Interestingly, the NRA’s position was echoed by the president of the anti-gun Brady Campaign to Prevent Gun Violence, Paul Helmke: “[We don’t] have problems with people transporting guns on trains so long as steps are taken to make sure they’re secured and properly stowed.”
Making sausages does in fact make strange bedfellows.
In the House of Representatives a similar bill was presented in October by Republican Denny Rehberg (Mont.). Called the Amtrak Secure Transportation of Firearms Act of 2009, his bill would similarly require Amtrak to develop regulations to allow firearms on all trains where checked luggage is allowed. Rehberg pointed out that the firearms would be locked away, unloaded, in hard-sided cases, in the trains’ baggage compartments. He made it clear that “he did not intend for riders to keep open firearms with them in the passenger compartments.”

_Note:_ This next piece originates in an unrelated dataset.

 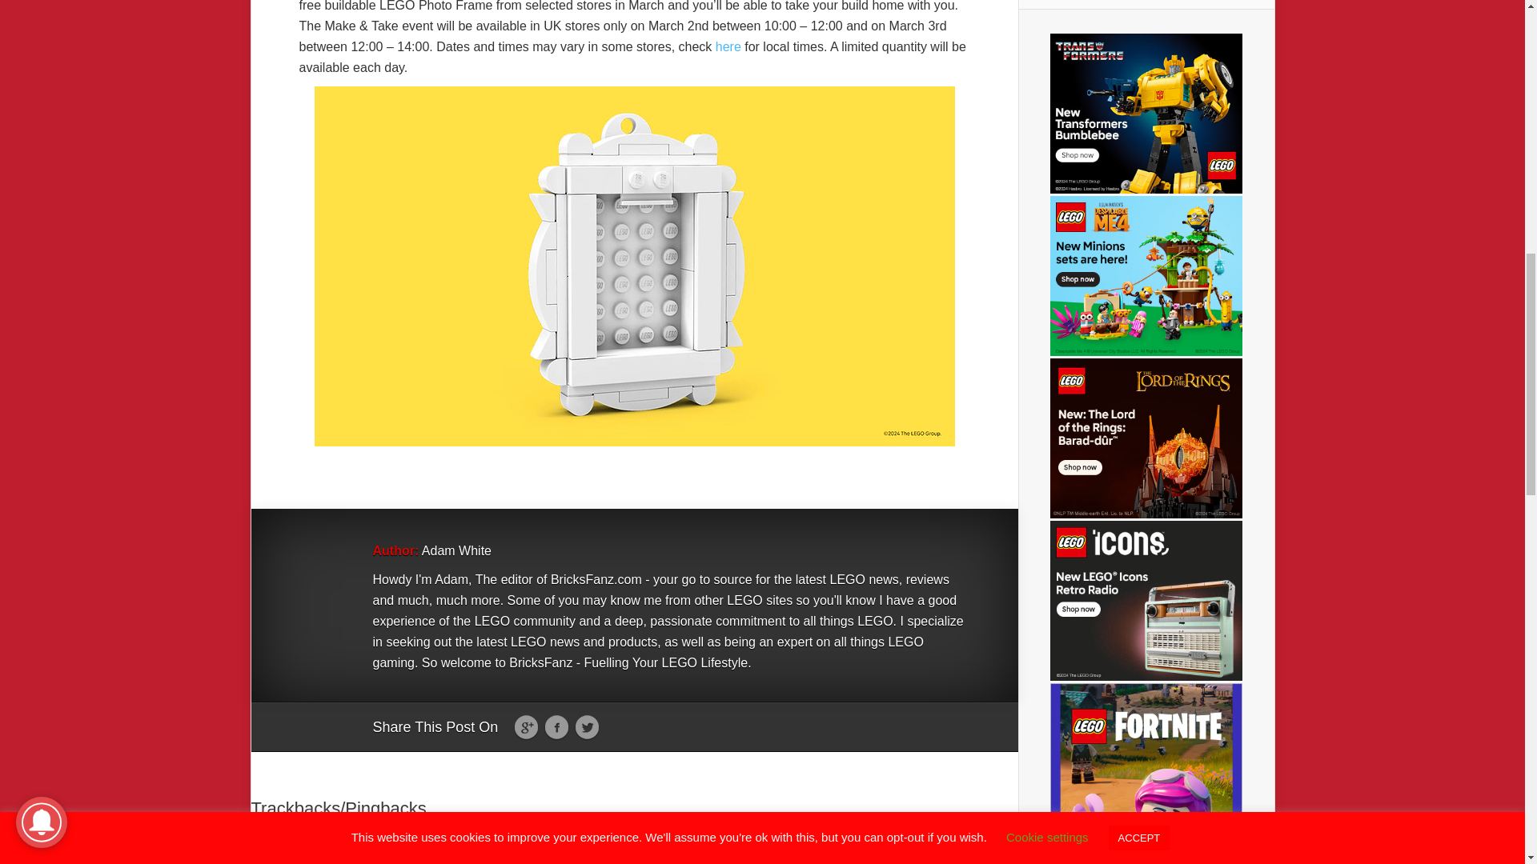 What do you see at coordinates (1145, 439) in the screenshot?
I see `advertisement` at bounding box center [1145, 439].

There was a small difficulty with the bill, however, which drew the attention of and criticism from Thomas Carper, the chairman of Amtrak’s board. The bill required Amtrak to restore the old policy within six months of passage of the bill, or Amtrak would lose $1.5 billion of its federal funding. “As a result of these significant differences with the airline industry, Amtrak would need a significant amount of time and [additional] funding to properly address this congressional mandate,” Carper said.
Carper further pointed out that failing to meet that deadline and missing out on the $1.5 billion in appropriated funds would bring a “cessation of train service nationwide.”
And so, in conference, the requirement giving Amtrak six months to comply was extended to 12 months, and then eliminated altogether.
This is a small piece of the Omnibus spending bill, of course, and is considered to be “must-pass” legislation. According to the Washington Times, that makes the new Amtrak gun rule “as close to a sure bet as there is on Capitol Hill.” Touted as a major “victory” for sportsmen and gun owners by Senator Wicker who started this ball rolling last spring, this trail clearly shows how laws, and sausages, are made.